Last summer—the summer of 2019—I perceived up ahead what might make for a second convening of Mickey Mantle and Jerry Garcia, at least of baseball and the Dead. I acted. Our older daughter acquired three tickets for a Red Sox/Yankees game at the Stadium, and it was determined I’d accompany her along with her brother. Meantime, I clipped from the paper a notice of an upcoming exhibit of rock paraphernalia at the Metropolitan Museum of Art. The show, co-organized with Cleveland’s Rock & Roll Hall of Fame, was called “Play It Loud.” I knew my kid would leap at such a chance to experience some high culture: Ringo’s drum kit, then maybe some Renoir, a little Rodin, back to Johnny Rotten’s bloodied performance wear . . . I proposed to him that the two of us would spend the afternoon at the Met before taking the 4 Train north to the ballpark, where we would meet his sister in our seats.

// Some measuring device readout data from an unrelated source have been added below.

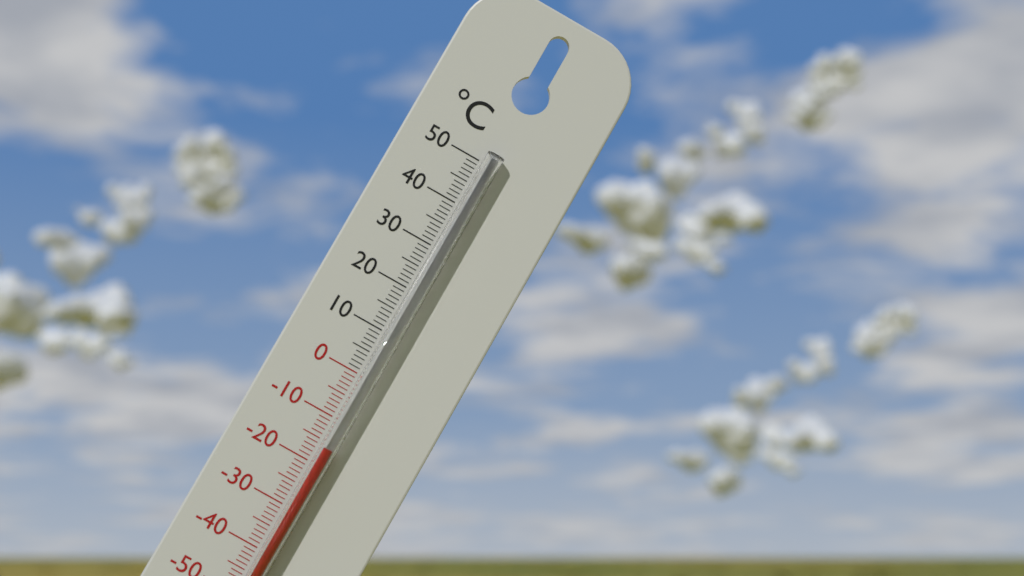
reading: -16 °C
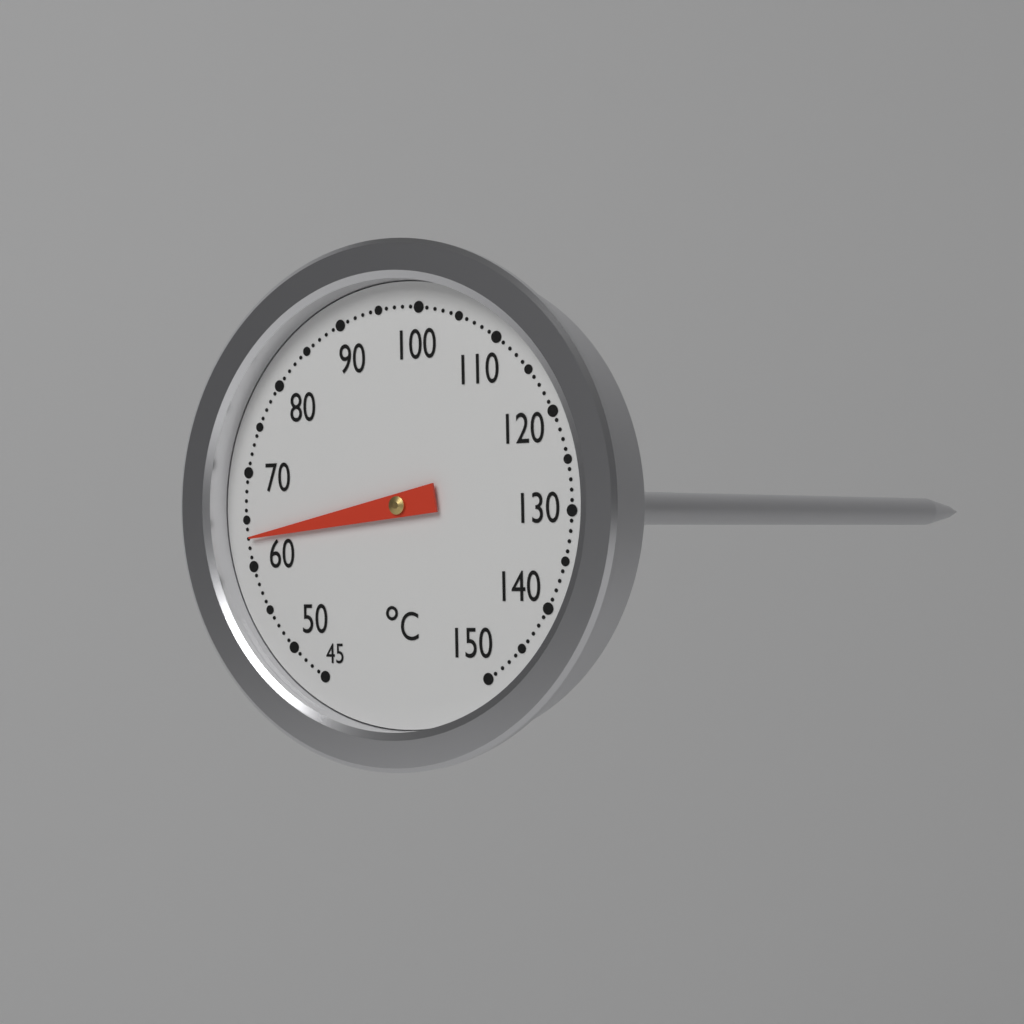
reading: 63 °C
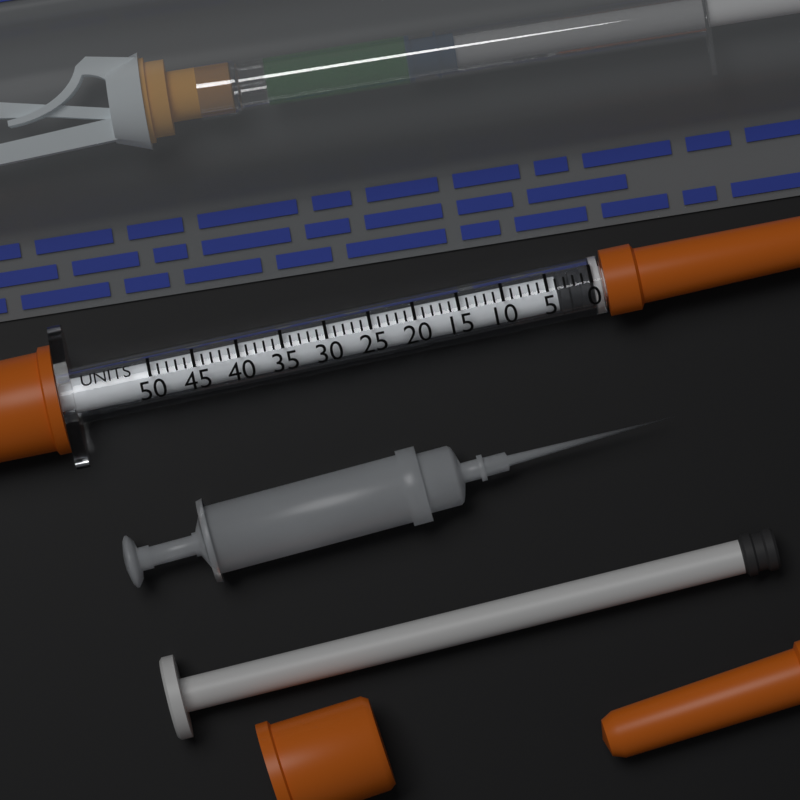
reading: 0 units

We walked up through Central Park together and I told him how many times I had enjoyed the same route alongside Mom: on our way to Tony’s birthday, walking through the forest of Christo draperies, jogging—getting in our miles—in anticipation of trying the marathon . . .
Many of the items in the exhibit fascinated him, none moreso than two of Jerry’s customized guitars, nicknamed Wolf and Tiger. I enjoyed the show as much as my kid did, and whispered to him reviews of long-ago concerts as we paid hushed homage to Pete’s trashed ax, Jerry Lee’s oft-hammered Petite Grand, Bob’s Stratocaster that Changed the World at Newport in ’65, Keith’s Les Paul Gibson that, with its customized paint job, could be seen from the nosebleeds . . .

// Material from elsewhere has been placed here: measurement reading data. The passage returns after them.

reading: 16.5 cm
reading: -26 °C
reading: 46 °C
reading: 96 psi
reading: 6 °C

The Sox lost that night, but Devers homered, and we three enjoyed a fine family time. We rode MetroNorth home in a crowded car, and the kids pointed out that the drunk young woman two rows up, the one with all the foul language who was bragging about heading for Princeton, was from Greeley High. She’d been in town for a rock show, not the game.

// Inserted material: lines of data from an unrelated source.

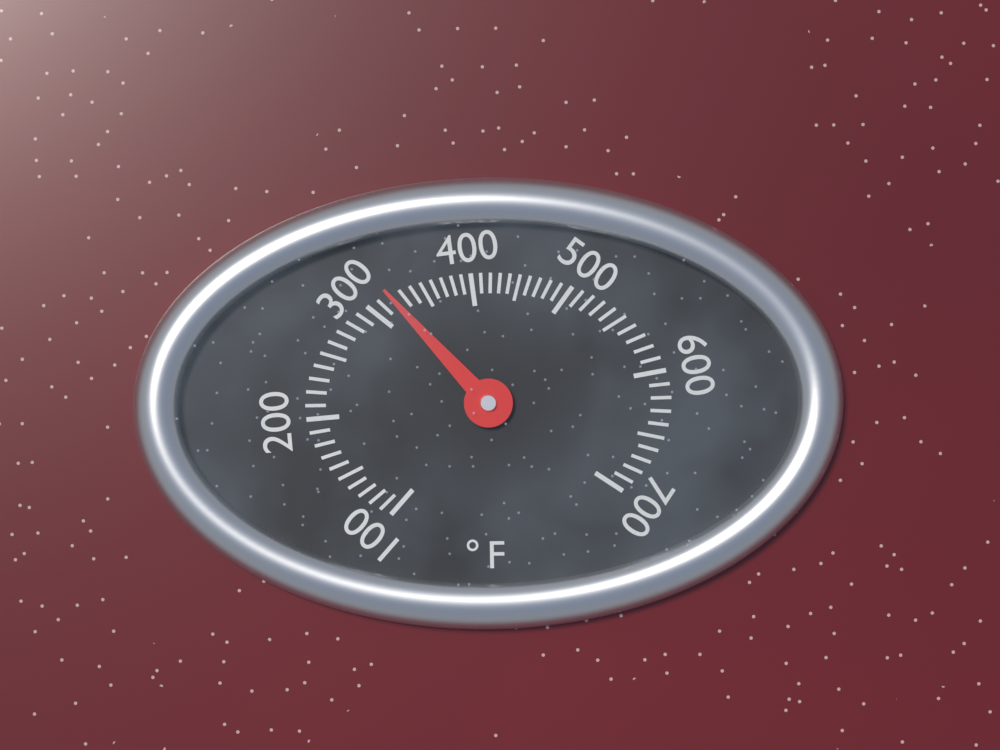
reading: 320 °F
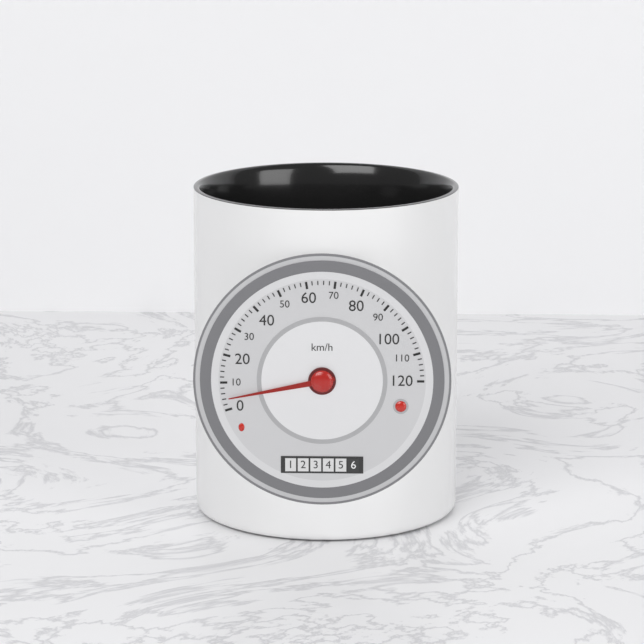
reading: 4 km/h
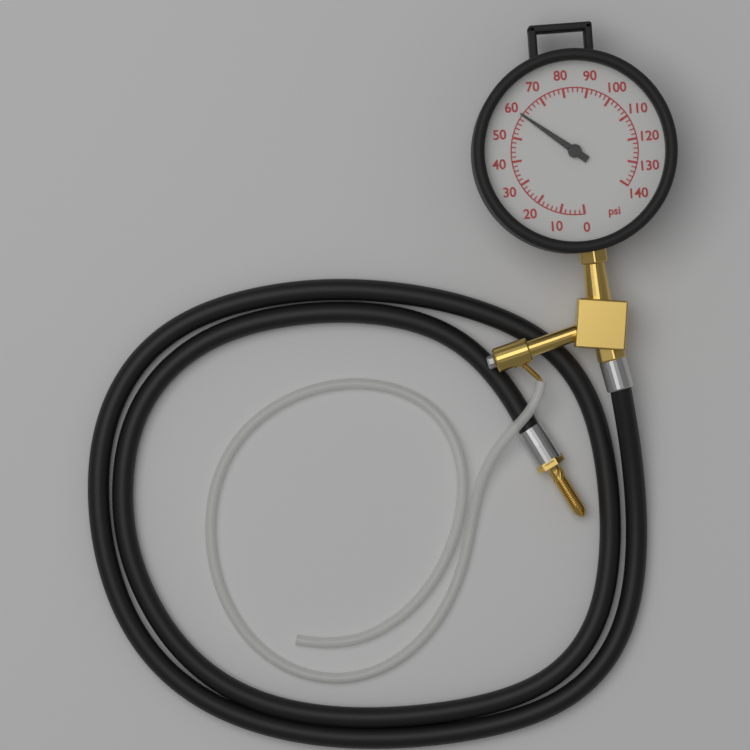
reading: 60 psi
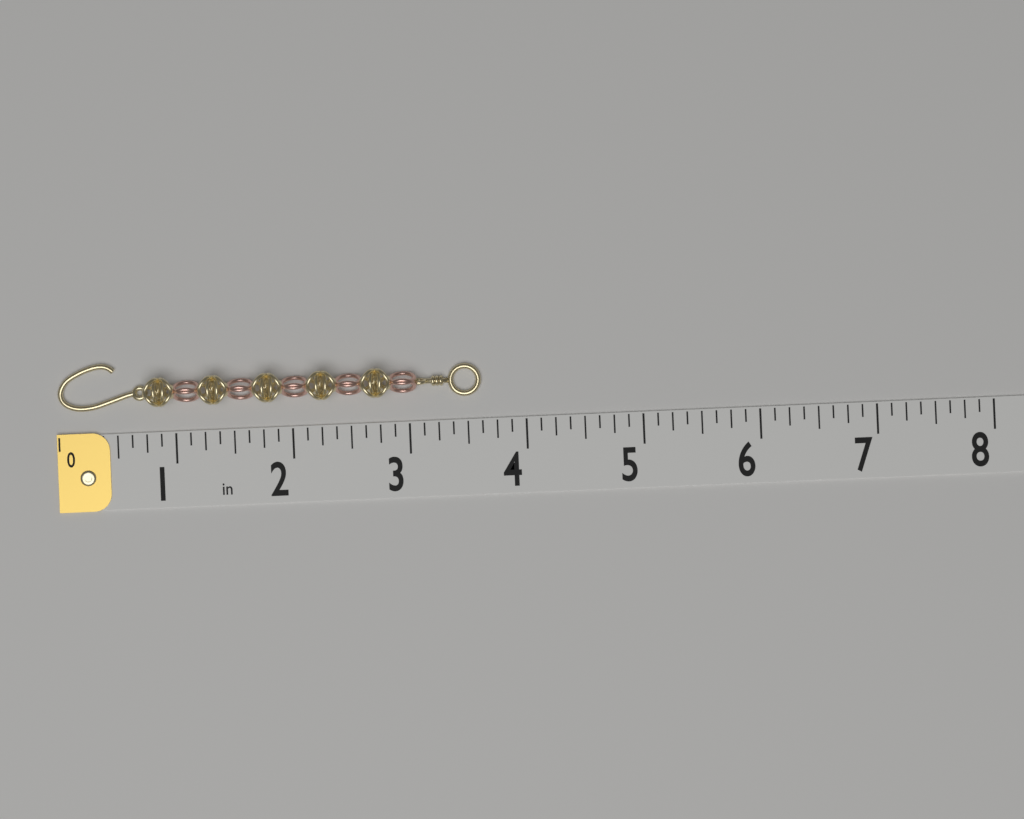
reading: 3.625 in
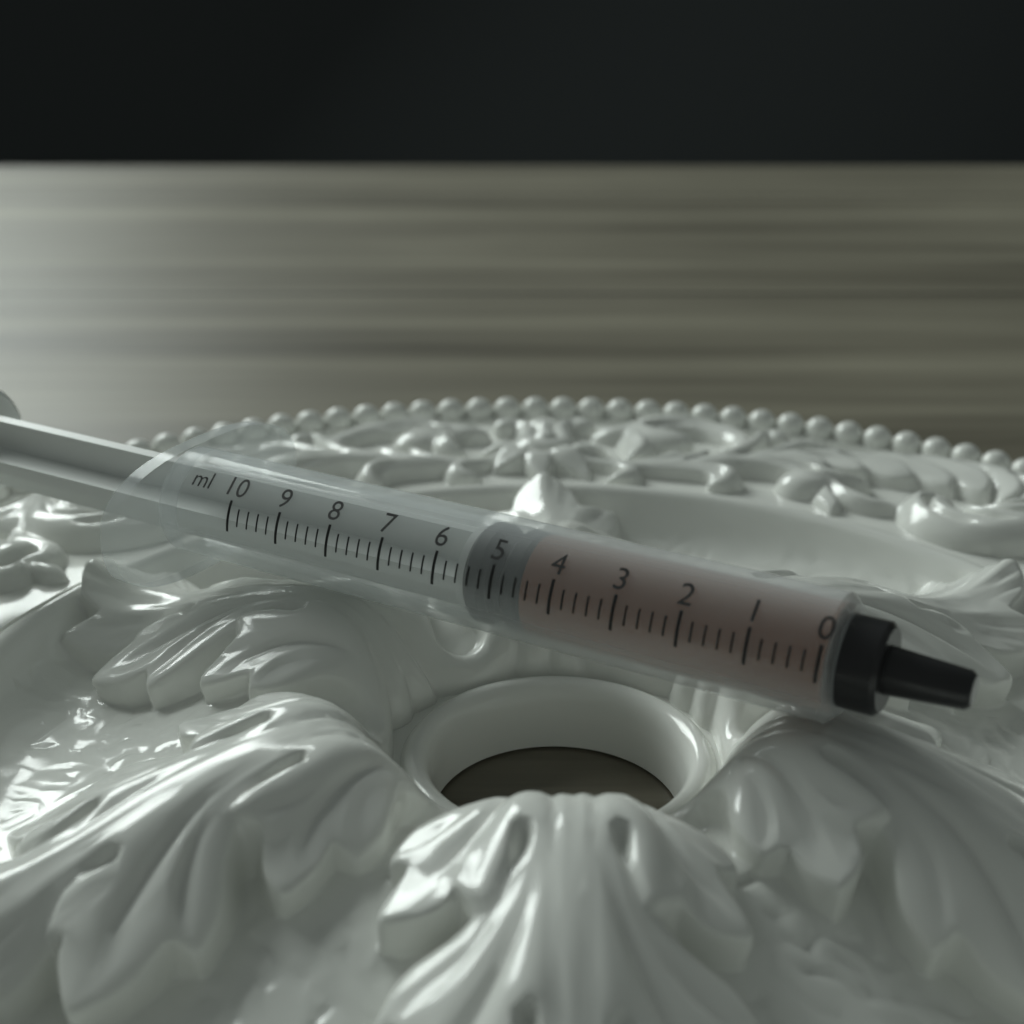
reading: 4.6 ml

Family, high art and low, baseball, beer, gossip: Everything about that All American evening was perfect.
A few weeks later, with the Mets gone on a roadtrip, Dead and Company were playing at Citi Field in Queens. D&Co is the most prominent of the post-Jerry incarnations of the band, and Jack and his friends were pumped to attend. Jack chose to wear his T-shirt featuring a Garcia-drawn artwork promoting, of all things, that Hudson Valley Writers Center in Sleepy Hollow. (He’s acquired a lot of Dad’s hand-me-downs in the past few years. I have no idea when or how I came by that item.) At the concert, John Mayer, who has assumed Jerry’s lead-guitar duties in Dead and Company, strapped on Wolf, which was on loan after having been transported under what I’d guess was heavy guard from the museum to the ballpark earlier in the day. Jack said later that Mayer had been psyched like a little kid.
Long after midnight, Jack returned home and crashed immediately. He fell blissfully asleep on his bed, perhaps nodding off with thoughts of the guys: those guys on his bedroom wall, featured in two personalized Herb Greene prints that hang there: bushy-bearded Jerry in one portrait, and then Jerry and his bandmates hanging at the corner of Haight Street and Ashbury in 1967.
Time passes, little things happen, they come together, they come together again later, they’re always coming back, and you never know, do you?